Do you want a 1.2TB Intel SSD 750 taking up a PCIe slot, or would you rather save $600 and give up a bit of capacity and a moderate amount of real-world performance by going with a 1TB 850 Pro? Or save an additional $100 and move to the 1TB 850 EVO? Our benchmarks also show that sticking two SSDs together in RAID 0 can definitely improve performance over a single drive, so if you're not space constrained that's a compelling alternative to expensive hardware.
As we go forward with SSD reviews, these drives are the heavyweights that you need to beat. If you make an NVMe drive that costs as much as the Intel SSD 750, it needs to at least equal it on performance and features. Alternatively, less expensive NVMe offerings that clearly beat SATA drives but may not reach the top of the charts are worth considering. On the SATA side of things, the Samsung 850 Pro and 850 EVO deliver great performance, with the EVO priced extremely competitively. Drives either need to beat Samsung on price, features, and/or performance to stand a chance.

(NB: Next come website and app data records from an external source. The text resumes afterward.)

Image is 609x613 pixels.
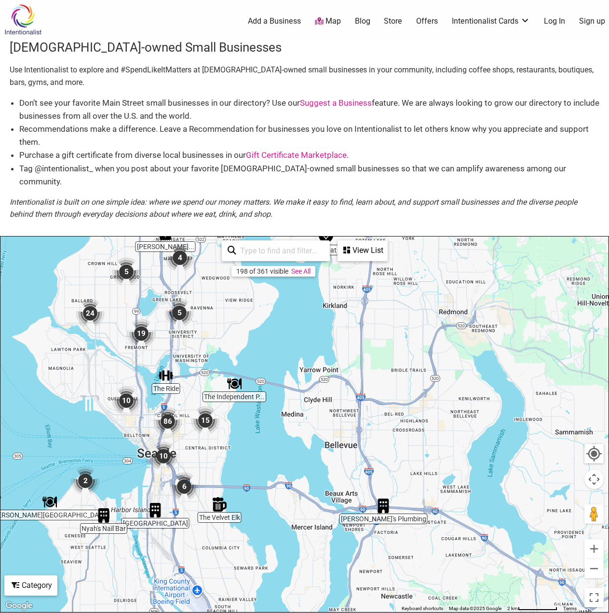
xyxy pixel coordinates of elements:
[300,98,372,108] a: Suggest a Business
[236,267,289,275] div: 198 of 361 visible
[223,373,246,395] div: The Independent Pizzeria
[208,493,231,515] div: The Velvet Elk
[315,16,341,27] a: Map
[3,599,35,612] img: Google
[339,241,387,260] div: View List
[5,576,56,594] div: Category
[580,16,606,27] a: Sign up
[145,438,182,474] div: 10
[384,16,402,27] a: Store
[585,539,604,558] button: Zoom in
[19,123,600,149] li: Recommendations make a difference. Leave a Recommendation for businesses you love on Intentionali...
[449,606,502,611] span: Map data ©2025 Google
[39,491,61,513] div: Harry's Beach House
[123,315,160,352] div: 19
[108,382,145,419] div: 10
[10,64,600,88] p: Use Intentionalist to explore and #SpendLikeItMatters at [DEMOGRAPHIC_DATA]-owned small businesse...
[452,16,530,27] a: Intentionalist Cards
[355,16,371,27] a: Blog
[150,403,186,440] div: 86
[338,240,388,261] div: See a list of the visible businesses
[544,16,566,27] a: Log In
[373,495,395,517] div: Wezee's Plumbing
[72,295,109,331] div: 24
[222,240,330,261] div: Type to search and filter
[246,150,347,160] a: Gift Certificate Marketplace
[248,16,301,27] a: Add a Business
[4,575,57,595] div: Filter by category
[67,462,104,499] div: 2
[155,364,177,387] div: The Ride
[585,504,604,524] button: Drag Pegman onto the map to open Street View
[19,149,600,162] li: Purchase a gift certificate from diverse local businesses in our .
[585,444,604,463] button: Your Location
[93,504,115,526] div: Nyah's Nail Bar
[108,253,145,290] div: 5
[291,267,311,275] a: See All
[19,162,600,188] li: Tag @intentionalist_ when you post about your favorite [DEMOGRAPHIC_DATA]-owned small businesses ...
[402,605,443,612] button: Keyboard shortcuts
[187,402,224,439] div: 15
[236,241,324,260] input: Type to find and filter...
[19,97,600,123] li: Don’t see your favorite Main Street small businesses in our directory? Use our feature. We are al...
[505,605,561,612] button: Map Scale: 2 km per 78 pixels
[508,606,518,611] span: 2 km
[416,16,438,27] a: Offers
[162,239,198,276] div: 4
[10,197,578,219] em: Intentionalist is built on one simple idea: where we spend our money matters. We make it easy to ...
[3,599,35,612] a: Open this area in Google Maps (opens a new window)
[564,606,577,611] a: Terms (opens in new tab)
[585,469,604,489] button: Map camera controls
[585,559,604,578] button: Zoom out
[584,587,604,607] button: Toggle fullscreen view
[10,39,600,56] h3: [DEMOGRAPHIC_DATA]-owned Small Businesses
[144,499,166,521] div: Sodo Park
[161,294,198,331] div: 5
[166,468,203,505] div: 6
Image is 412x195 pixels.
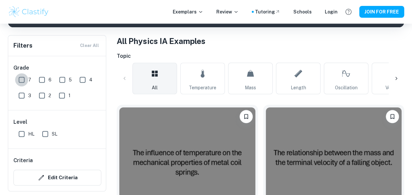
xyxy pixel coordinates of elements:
[28,92,31,99] span: 3
[240,110,253,123] button: Please log in to bookmark exemplars
[13,41,32,50] h6: Filters
[189,84,216,91] span: Temperature
[360,6,404,18] button: JOIN FOR FREE
[291,84,306,91] span: Length
[335,84,358,91] span: Oscillation
[28,130,34,137] span: HL
[255,8,280,15] a: Tutoring
[216,8,239,15] p: Review
[52,130,57,137] span: SL
[8,5,50,18] img: Clastify logo
[173,8,203,15] p: Exemplars
[13,170,101,185] button: Edit Criteria
[117,52,404,60] h6: Topic
[69,76,72,83] span: 5
[245,84,256,91] span: Mass
[386,84,403,91] span: Velocity
[343,6,354,17] button: Help and Feedback
[13,156,33,164] h6: Criteria
[89,76,93,83] span: 4
[49,92,51,99] span: 2
[117,35,404,47] h1: All Physics IA Examples
[69,92,71,99] span: 1
[13,64,101,72] h6: Grade
[294,8,312,15] a: Schools
[152,84,158,91] span: All
[325,8,338,15] a: Login
[13,118,101,126] h6: Level
[28,76,31,83] span: 7
[49,76,51,83] span: 6
[386,110,399,123] button: Please log in to bookmark exemplars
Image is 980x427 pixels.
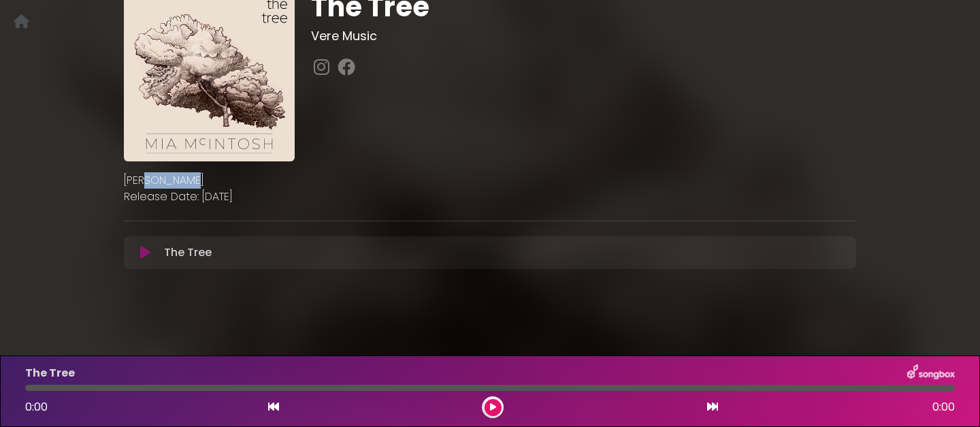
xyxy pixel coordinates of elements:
[124,172,856,189] p: [PERSON_NAME]
[124,189,856,205] p: Release Date: [DATE]
[311,29,856,44] h3: Vere Music
[164,244,211,261] p: The Tree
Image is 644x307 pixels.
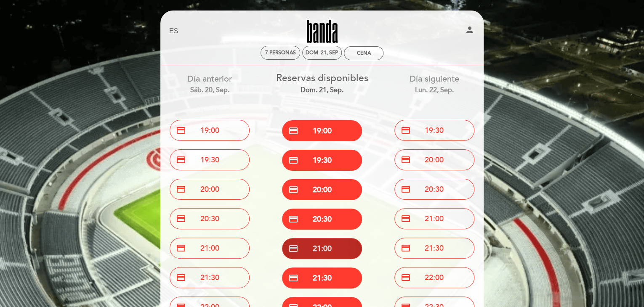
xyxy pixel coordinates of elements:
[306,49,339,56] div: dom. 21, sep.
[465,25,475,35] i: person
[401,184,411,195] span: credit_card
[384,73,484,94] div: Día siguiente
[160,73,260,94] div: Día anterior
[176,184,186,195] span: credit_card
[269,20,375,43] a: Banda
[169,237,250,259] button: credit_card 21:00
[160,86,260,95] div: sáb. 20, sep.
[289,155,299,165] span: credit_card
[176,125,186,135] span: credit_card
[169,267,250,288] button: credit_card 21:30
[384,86,484,95] div: lun. 22, sep.
[289,214,299,224] span: credit_card
[394,179,475,200] button: credit_card 20:30
[282,120,362,141] button: credit_card 19:00
[169,120,250,141] button: credit_card 19:00
[289,243,299,253] span: credit_card
[394,120,475,141] button: credit_card 19:30
[169,179,250,200] button: credit_card 20:00
[282,238,362,259] button: credit_card 21:00
[176,213,186,224] span: credit_card
[401,155,411,165] span: credit_card
[289,126,299,136] span: credit_card
[357,50,371,56] div: Cena
[169,208,250,229] button: credit_card 20:30
[272,72,372,95] div: Reservas disponibles
[394,208,475,229] button: credit_card 21:00
[265,49,296,56] span: 7 personas
[394,267,475,288] button: credit_card 22:00
[465,25,475,38] button: person
[176,155,186,165] span: credit_card
[289,185,299,195] span: credit_card
[176,272,186,283] span: credit_card
[401,272,411,283] span: credit_card
[169,149,250,171] button: credit_card 19:30
[394,149,475,171] button: credit_card 20:00
[401,213,411,224] span: credit_card
[282,209,362,229] button: credit_card 20:30
[401,243,411,253] span: credit_card
[401,125,411,135] span: credit_card
[176,243,186,253] span: credit_card
[394,237,475,259] button: credit_card 21:30
[289,273,299,283] span: credit_card
[282,150,362,171] button: credit_card 19:30
[272,86,372,95] div: dom. 21, sep.
[282,179,362,200] button: credit_card 20:00
[282,268,362,288] button: credit_card 21:30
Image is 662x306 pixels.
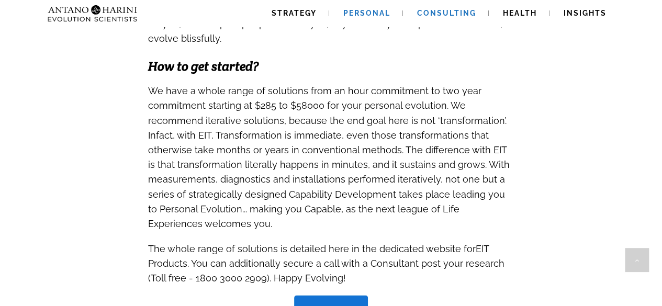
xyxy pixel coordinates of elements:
[148,243,489,269] span: EIT Products
[148,85,510,229] span: We have a whole range of solutions from an hour commitment to two year commitment starting at $28...
[148,58,259,74] span: How to get started?
[148,238,489,271] a: EIT Products
[564,9,607,17] span: Insights
[417,9,476,17] span: Consulting
[272,9,317,17] span: Strategy
[148,258,504,284] span: . You can additionally secure a call with a Consultant post your research (Toll free - 1800 3000 ...
[148,243,476,254] span: The whole range of solutions is detailed here in the dedicated website for
[503,9,537,17] span: Health
[343,9,390,17] span: Personal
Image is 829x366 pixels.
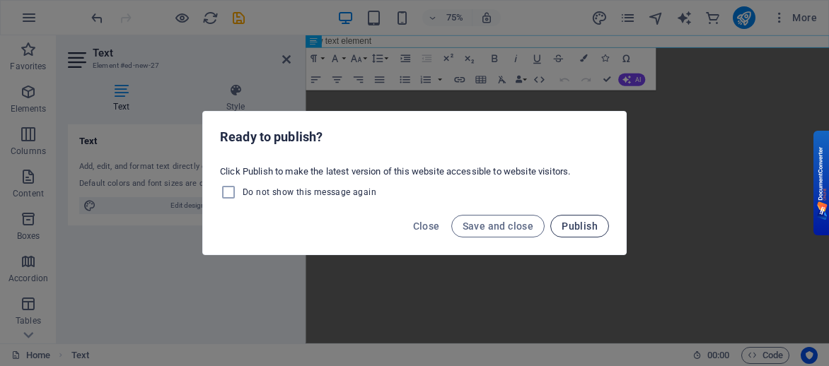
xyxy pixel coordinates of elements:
button: Save and close [451,215,545,238]
h2: Ready to publish? [220,129,609,146]
span: Save and close [462,221,534,232]
span: Publish [561,221,597,232]
img: BKR5lM0sgkDqAAAAAElFTkSuQmCC [817,147,827,220]
button: Publish [550,215,609,238]
span: Do not show this message again [243,187,376,198]
div: Click Publish to make the latest version of this website accessible to website visitors. [203,160,626,206]
span: Close [413,221,440,232]
button: Close [407,215,445,238]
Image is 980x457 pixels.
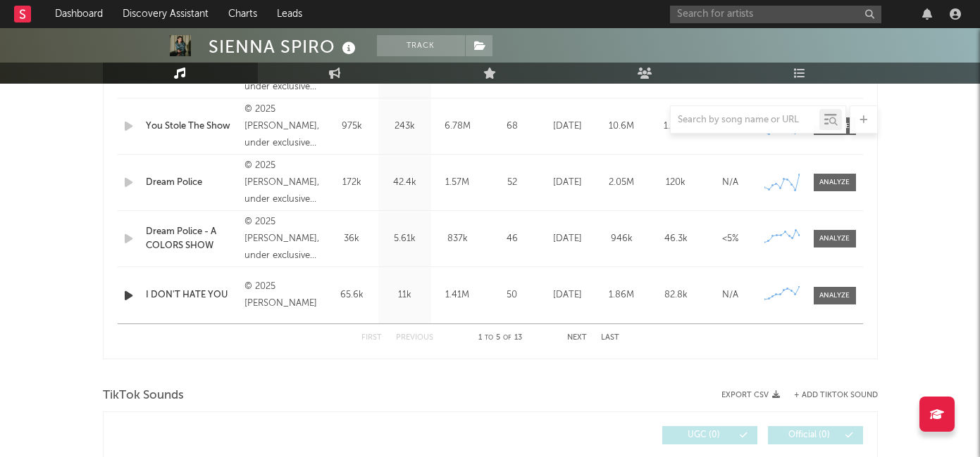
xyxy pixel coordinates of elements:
[670,115,819,126] input: Search by song name or URL
[396,334,433,342] button: Previous
[245,101,321,152] div: © 2025 [PERSON_NAME], under exclusive license to UMG Recordings, Inc.
[435,176,480,190] div: 1.57M
[245,214,321,265] div: © 2025 [PERSON_NAME], under exclusive license to UMG Recordings, Inc.
[707,232,754,246] div: <5%
[488,176,537,190] div: 52
[245,157,321,208] div: © 2025 [PERSON_NAME], under exclusive license to UMG Recordings, Inc.
[382,176,427,190] div: 42.4k
[598,288,645,303] div: 1.86M
[669,5,881,23] input: Search for artists
[361,334,382,342] button: First
[377,35,465,56] button: Track
[146,225,238,253] a: Dream Police - A COLORS SHOW
[435,288,480,303] div: 1.41M
[382,232,427,246] div: 5.61k
[488,288,537,303] div: 50
[485,335,493,341] span: to
[768,427,863,445] button: Official(0)
[598,232,645,246] div: 946k
[652,232,699,246] div: 46.3k
[329,232,375,246] div: 36k
[652,288,699,303] div: 82.8k
[208,35,359,58] div: SIENNA SPIRO
[777,431,841,440] span: Official ( 0 )
[488,232,537,246] div: 46
[382,288,427,303] div: 11k
[435,232,480,246] div: 837k
[652,176,699,190] div: 120k
[146,176,238,190] a: Dream Police
[567,334,587,342] button: Next
[329,176,375,190] div: 172k
[671,431,736,440] span: UGC ( 0 )
[544,232,591,246] div: [DATE]
[544,176,591,190] div: [DATE]
[329,288,375,303] div: 65.6k
[601,334,619,342] button: Last
[544,288,591,303] div: [DATE]
[707,288,754,303] div: N/A
[461,330,538,347] div: 1 5 13
[662,427,757,445] button: UGC(0)
[779,392,878,399] button: + Add TikTok Sound
[721,391,779,399] button: Export CSV
[707,176,754,190] div: N/A
[245,278,321,312] div: © 2025 [PERSON_NAME]
[794,392,878,399] button: + Add TikTok Sound
[503,335,511,341] span: of
[103,387,184,405] span: TikTok Sounds
[598,176,645,190] div: 2.05M
[146,288,238,303] a: I DON'T HATE YOU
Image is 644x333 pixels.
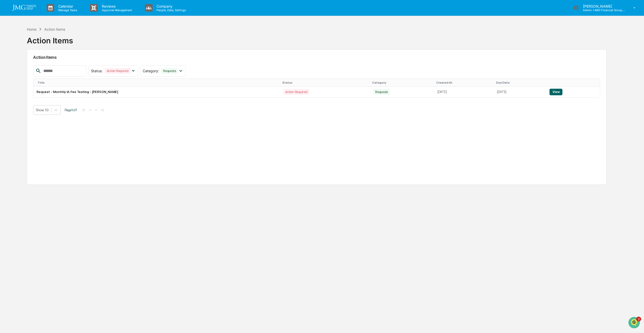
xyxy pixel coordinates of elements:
[435,87,494,97] td: [DATE]
[494,87,547,97] td: [DATE]
[628,316,641,330] iframe: Open customer support
[10,113,32,118] span: Data Lookup
[54,4,80,9] p: Calendar
[496,81,545,85] div: Due Date
[91,69,103,73] span: Status :
[5,78,13,86] img: Jack Rasmussen
[10,69,14,73] img: 1746055101610-c473b297-6a78-478c-a979-82029cc54cd1
[5,64,13,72] img: Jack Rasmussen
[283,89,309,95] div: Action Required
[81,108,87,112] button: |<
[27,32,73,45] div: Action Items
[23,44,69,48] div: We're available if you need us!
[86,40,92,46] button: Start new chat
[550,90,562,94] a: View
[45,69,55,73] span: [DATE]
[105,68,130,74] div: Action Required
[3,102,35,111] a: 🖐️Preclearance
[27,27,36,31] div: Home
[35,102,65,111] a: 🗄️Attestations
[16,69,41,73] span: [PERSON_NAME]
[45,83,55,87] span: [DATE]
[16,83,41,87] span: [PERSON_NAME]
[79,55,92,61] button: See all
[579,9,626,12] p: Admin • JMG Financial Group, Ltd.
[33,55,600,60] h2: Action Items
[54,9,80,12] p: Manage Tasks
[579,4,626,9] p: [PERSON_NAME]
[5,104,9,108] div: 🖐️
[36,125,61,129] a: Powered byPylon
[98,4,135,9] p: Reviews
[42,69,44,73] span: •
[550,89,562,95] button: View
[153,4,188,9] p: Company
[94,108,99,112] button: >
[3,111,34,120] a: 🔎Data Lookup
[42,83,44,87] span: •
[44,27,65,31] div: Action Items
[33,87,280,97] td: Request - Monthly IA Fee Testing - [PERSON_NAME]
[42,104,63,109] span: Attestations
[64,108,78,112] span: Page 1 of 1
[5,114,9,118] div: 🔎
[98,9,135,12] p: Approval Management
[153,9,188,12] p: People, Data, Settings
[437,81,492,85] div: Created At
[99,108,105,112] button: >|
[5,56,34,60] div: Past conversations
[282,81,368,85] div: Status
[5,39,14,48] img: 1746055101610-c473b297-6a78-478c-a979-82029cc54cd1
[23,39,83,44] div: Start new chat
[372,81,433,85] div: Category
[142,69,159,73] span: Category :
[12,5,36,11] img: logo
[10,83,14,87] img: 1746055101610-c473b297-6a78-478c-a979-82029cc54cd1
[161,68,178,74] div: Requests
[37,81,278,85] div: Title
[88,108,93,112] button: <
[5,11,92,19] p: How can we help?
[373,89,390,95] div: Requests
[37,104,41,108] div: 🗄️
[50,126,61,129] span: Pylon
[11,39,20,48] img: 8933085812038_c878075ebb4cc5468115_72.jpg
[10,104,33,109] span: Preclearance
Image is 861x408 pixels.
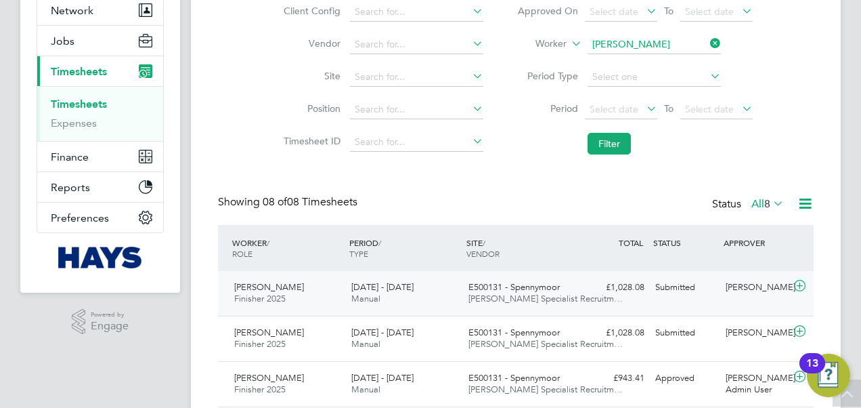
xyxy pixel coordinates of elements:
[351,383,381,395] span: Manual
[218,195,360,209] div: Showing
[350,68,483,87] input: Search for...
[351,338,381,349] span: Manual
[660,100,678,117] span: To
[590,5,638,18] span: Select date
[650,367,720,389] div: Approved
[37,26,163,56] button: Jobs
[517,5,578,17] label: Approved On
[234,326,304,338] span: [PERSON_NAME]
[37,246,164,268] a: Go to home page
[349,248,368,259] span: TYPE
[267,237,269,248] span: /
[580,367,650,389] div: £943.41
[280,135,341,147] label: Timesheet ID
[378,237,381,248] span: /
[91,309,129,320] span: Powered by
[806,363,819,381] div: 13
[234,383,286,395] span: Finisher 2025
[234,281,304,293] span: [PERSON_NAME]
[469,281,560,293] span: E500131 - Spennymoor
[72,309,129,334] a: Powered byEngage
[712,195,787,214] div: Status
[351,281,414,293] span: [DATE] - [DATE]
[51,116,97,129] a: Expenses
[263,195,287,209] span: 08 of
[37,86,163,141] div: Timesheets
[467,248,500,259] span: VENDOR
[350,3,483,22] input: Search for...
[590,103,638,115] span: Select date
[650,276,720,299] div: Submitted
[234,338,286,349] span: Finisher 2025
[720,276,791,299] div: [PERSON_NAME]
[517,70,578,82] label: Period Type
[588,35,721,54] input: Search for...
[517,102,578,114] label: Period
[469,326,560,338] span: E500131 - Spennymoor
[37,142,163,171] button: Finance
[350,133,483,152] input: Search for...
[229,230,346,265] div: WORKER
[469,293,623,304] span: [PERSON_NAME] Specialist Recruitm…
[37,202,163,232] button: Preferences
[580,322,650,344] div: £1,028.08
[463,230,580,265] div: SITE
[588,68,721,87] input: Select one
[37,56,163,86] button: Timesheets
[764,197,771,211] span: 8
[807,353,850,397] button: Open Resource Center, 13 new notifications
[720,230,791,255] div: APPROVER
[685,103,734,115] span: Select date
[720,322,791,344] div: [PERSON_NAME]
[351,293,381,304] span: Manual
[91,320,129,332] span: Engage
[351,326,414,338] span: [DATE] - [DATE]
[51,150,89,163] span: Finance
[58,246,143,268] img: hays-logo-retina.png
[469,383,623,395] span: [PERSON_NAME] Specialist Recruitm…
[650,230,720,255] div: STATUS
[619,237,643,248] span: TOTAL
[350,35,483,54] input: Search for...
[234,293,286,304] span: Finisher 2025
[351,372,414,383] span: [DATE] - [DATE]
[350,100,483,119] input: Search for...
[346,230,463,265] div: PERIOD
[280,5,341,17] label: Client Config
[588,133,631,154] button: Filter
[232,248,253,259] span: ROLE
[51,35,74,47] span: Jobs
[234,372,304,383] span: [PERSON_NAME]
[650,322,720,344] div: Submitted
[280,37,341,49] label: Vendor
[51,181,90,194] span: Reports
[280,70,341,82] label: Site
[685,5,734,18] span: Select date
[37,172,163,202] button: Reports
[280,102,341,114] label: Position
[506,37,567,51] label: Worker
[51,211,109,224] span: Preferences
[469,338,623,349] span: [PERSON_NAME] Specialist Recruitm…
[51,65,107,78] span: Timesheets
[51,98,107,110] a: Timesheets
[483,237,485,248] span: /
[51,4,93,17] span: Network
[263,195,358,209] span: 08 Timesheets
[660,2,678,20] span: To
[469,372,560,383] span: E500131 - Spennymoor
[720,367,791,401] div: [PERSON_NAME] Admin User
[752,197,784,211] label: All
[580,276,650,299] div: £1,028.08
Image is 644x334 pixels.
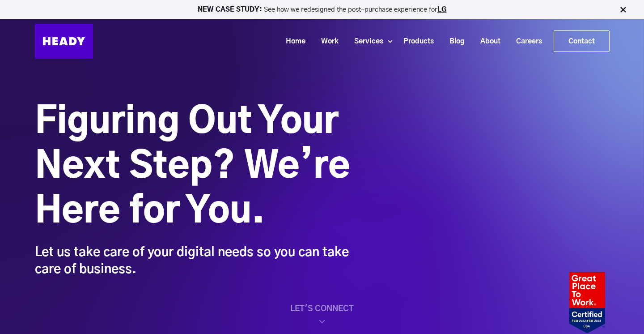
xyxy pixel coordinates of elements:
[35,100,352,234] h1: Figuring Out Your Next Step? We’re Here for You.
[570,272,605,333] img: Heady_2022_Certification_Badge 2
[35,244,352,277] div: Let us take care of your digital needs so you can take care of business.
[437,6,447,13] a: LG
[317,316,327,326] img: home_scroll
[102,30,609,52] div: Navigation Menu
[35,304,609,326] a: LET'S CONNECT
[198,6,264,13] strong: NEW CASE STUDY:
[392,33,438,49] a: Products
[438,33,469,49] a: Blog
[4,6,640,13] p: See how we redesigned the post-purchase experience for
[343,33,388,49] a: Services
[310,33,343,49] a: Work
[35,24,93,58] img: Heady_Logo_Web-01 (1)
[505,33,546,49] a: Careers
[554,31,609,51] a: Contact
[469,33,505,49] a: About
[618,5,627,14] img: Close Bar
[275,33,310,49] a: Home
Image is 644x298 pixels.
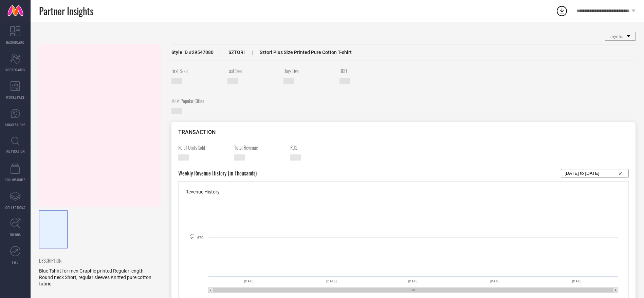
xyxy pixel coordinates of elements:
div: Open download list [555,5,568,17]
text: [DATE] [408,279,418,283]
span: Days Live [283,67,334,74]
span: COLLECTIONS [5,205,26,210]
span: WORKSPACE [6,95,25,100]
div: TRANSACTION [178,129,628,136]
span: INSPIRATION [5,148,25,154]
span: [DATE] [227,78,238,84]
text: 670 [197,235,203,240]
span: SCORECARDS [5,67,26,72]
input: Select... [564,169,625,178]
span: ROS [290,144,341,151]
span: — [178,154,189,161]
span: — [283,78,294,84]
span: Blue Tshirt for men Graphic printed Regular length Round neck Short, regular sleeves Knitted pure... [39,268,151,286]
text: [DATE] [490,279,500,283]
span: DESCRIPTION [39,257,156,264]
span: No of Units Sold [178,144,229,151]
span: Partner Insights [39,4,93,18]
span: DASHBOARD [6,40,24,45]
text: [DATE] [326,279,337,283]
span: SZTORI [213,49,244,55]
text: [DATE] [244,279,254,283]
span: — [234,154,245,161]
span: myntra [610,34,623,39]
span: — [339,78,350,84]
span: Last Seen [227,67,279,74]
span: Revenue History [185,189,220,195]
span: [DATE] [171,78,182,84]
span: FWD [12,260,19,265]
span: TRENDS [10,232,21,237]
span: Sztori Plus Size Printed Pure Cotton T-shirt [244,49,351,55]
span: Weekly Revenue History (in Thousands) [178,169,257,178]
span: DOH [339,67,390,74]
span: Most Popular Cities [171,97,222,105]
span: — [290,154,301,161]
text: INR [190,234,195,241]
span: Style ID # 29547080 [171,49,213,55]
text: [DATE] [572,279,583,283]
span: CDC INSIGHTS [5,177,26,182]
span: First Seen [171,67,222,74]
span: SUGGESTIONS [5,122,26,127]
span: — [171,108,182,114]
span: Total Revenue [234,144,285,151]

Given the newness of NVMe and M.2 drives, along with their associated cost and hardware requirements, there's still a big market for SATA drives. Perhaps by the time Cannonlake rolls out, we'll see pricing on NVMe drives reach the point where they're no longer out of reach of mainstream users. And if we're lucky, we'll also have an interface to our storage devices with enough bandwidth to run multiple NVMe drives at full performance. With 3D-NAND, XPoint, and other new technologies, the next couple of years in the SSD arena are sure to prove exciting.